Our daughter came home one day shortly after starting school in England asking what the ‘pavement’ was. She was used to hearing her Irish parents call it the ‘path’. When she came to the US, she discovered that it was the ‘sidewalk’.
The variety of English that is spoken in Ireland has come to be known as Hiberno-English. You know it is real, because it has a Wikipedia entry.
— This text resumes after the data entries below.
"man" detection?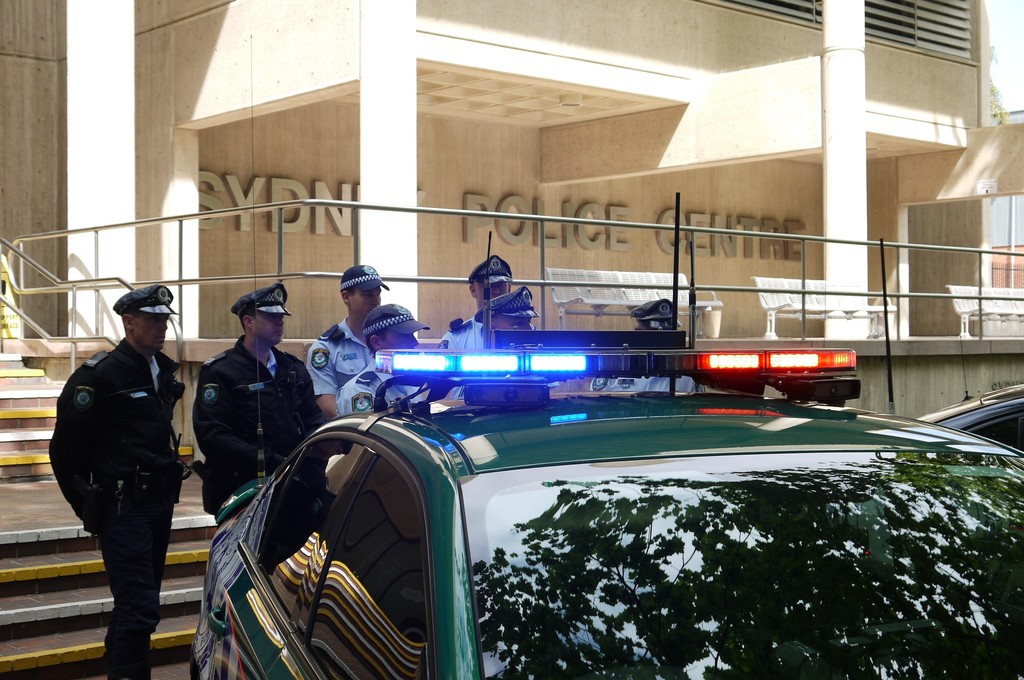
locate(191, 279, 321, 526)
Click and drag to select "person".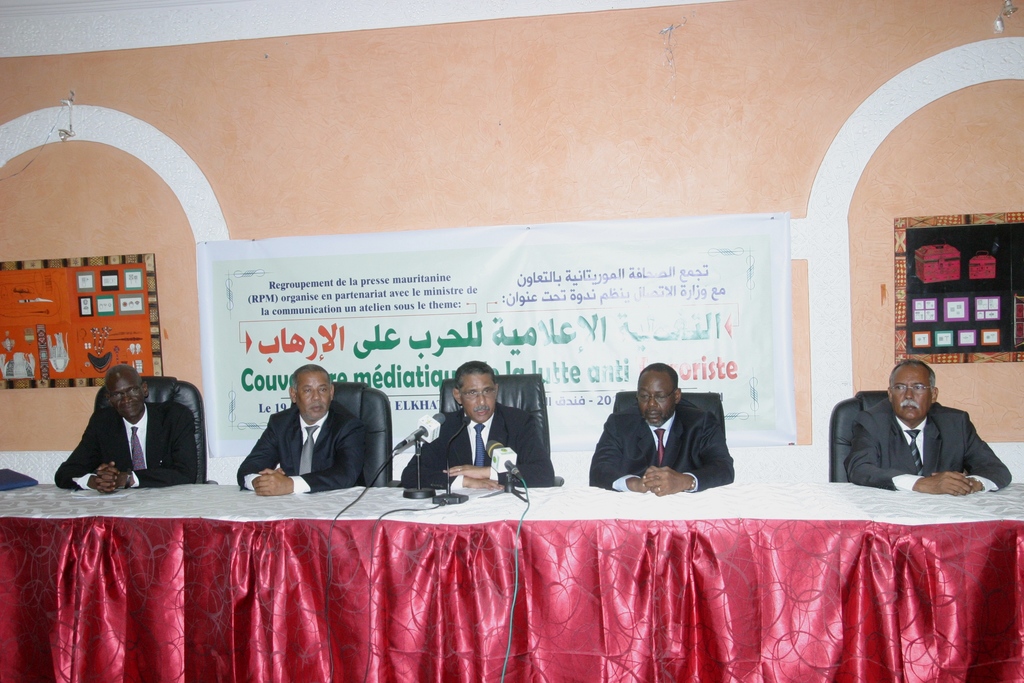
Selection: box(580, 357, 745, 498).
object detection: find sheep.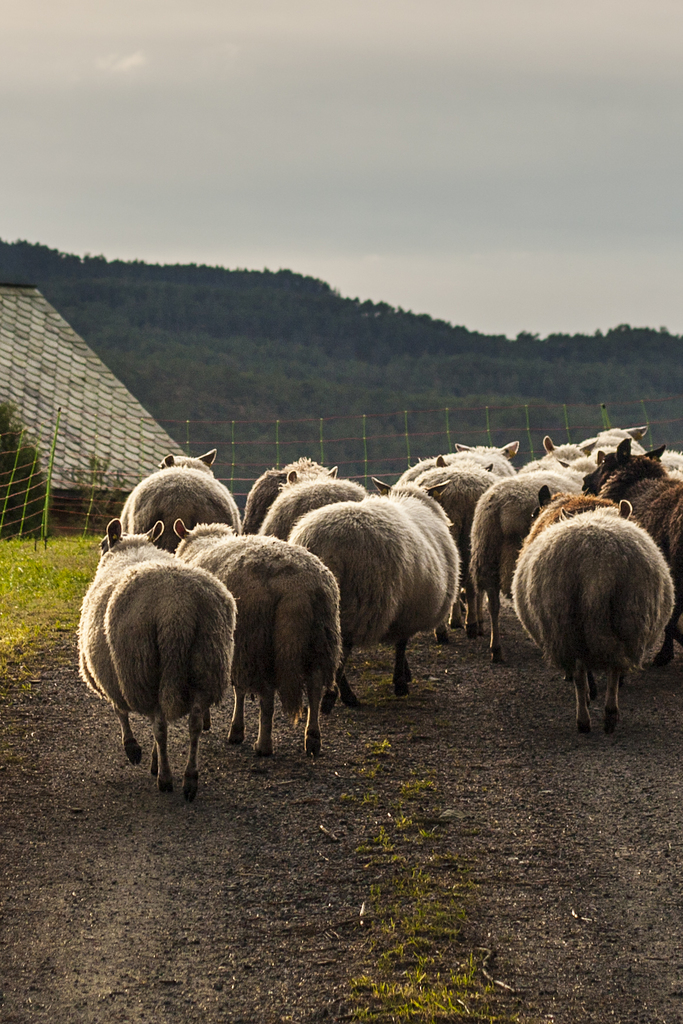
locate(77, 520, 240, 802).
It also has a dictionary, compiled by Terry Dolan, and an accompanying website, a Hiberno-English Archive.
Hiberno-English is a singularly rich member of the family of Englishes and owes much of its vivacity and inventiveness to the underlying influence of the Irish Language and also to the turbulent history of the Irish and the English. [a HIBERNO-ENGLISH Archive]
A major factor in the development of Hiberno-English was that English was filtered through the sounds and structures available in the Irish language. (I note with interest that the Wikipedia entry for [the] Irish [language] has a note that its neutrality is disputed, and a link to further discussion.)
Here is the Archive entry for Yahoo – which I have mentioned in these pages before:
n. colloq. a name invented by Jonathan Swift (1667-1745) in Gulliver’s Travels for an imaginary race of animals having the form of men but the comprehension of brutes (‘The Fore-feet of the Yahoo differed from my Hands in nothing else, but the Length of the Nails, the Coarseness and Brownness of the Palms, and the Hairiness on the Backs’, Gulliver’s Travels, Part IV, Chapter 2). ‘Look at the way that old yahoo’s behaving over there — he must be drunk or something but, you know, it sets a bad example for the young people.’; O’Casey, The Plough and the Stars, Act 1, 144: “‘to look back in remember’ shame of talkin’ to a word-weavin’ little ignorant yahoo of a red flag Socialist'”, Leonard, Out After Dark, 190: “I had, he (Ernest Blythe) said, exposed him to the sneers of journalistic cornerboys and yahoos”, Kennelly, Poetry My Arse, 94: “Bearing bits of paper, bags and condoms | the hissing Liffey yahoos tonight | seawards with a cargo of our latest scandals.”
I came across the website earlier today, which prompted this entry. Now, when our children ask why we talk a particular way, we can point to it. I notice that there is no entry for path. However, in the age of participation, the archive accepts user input, so I can suggest it for inclusion. Isn’t the web wonderful!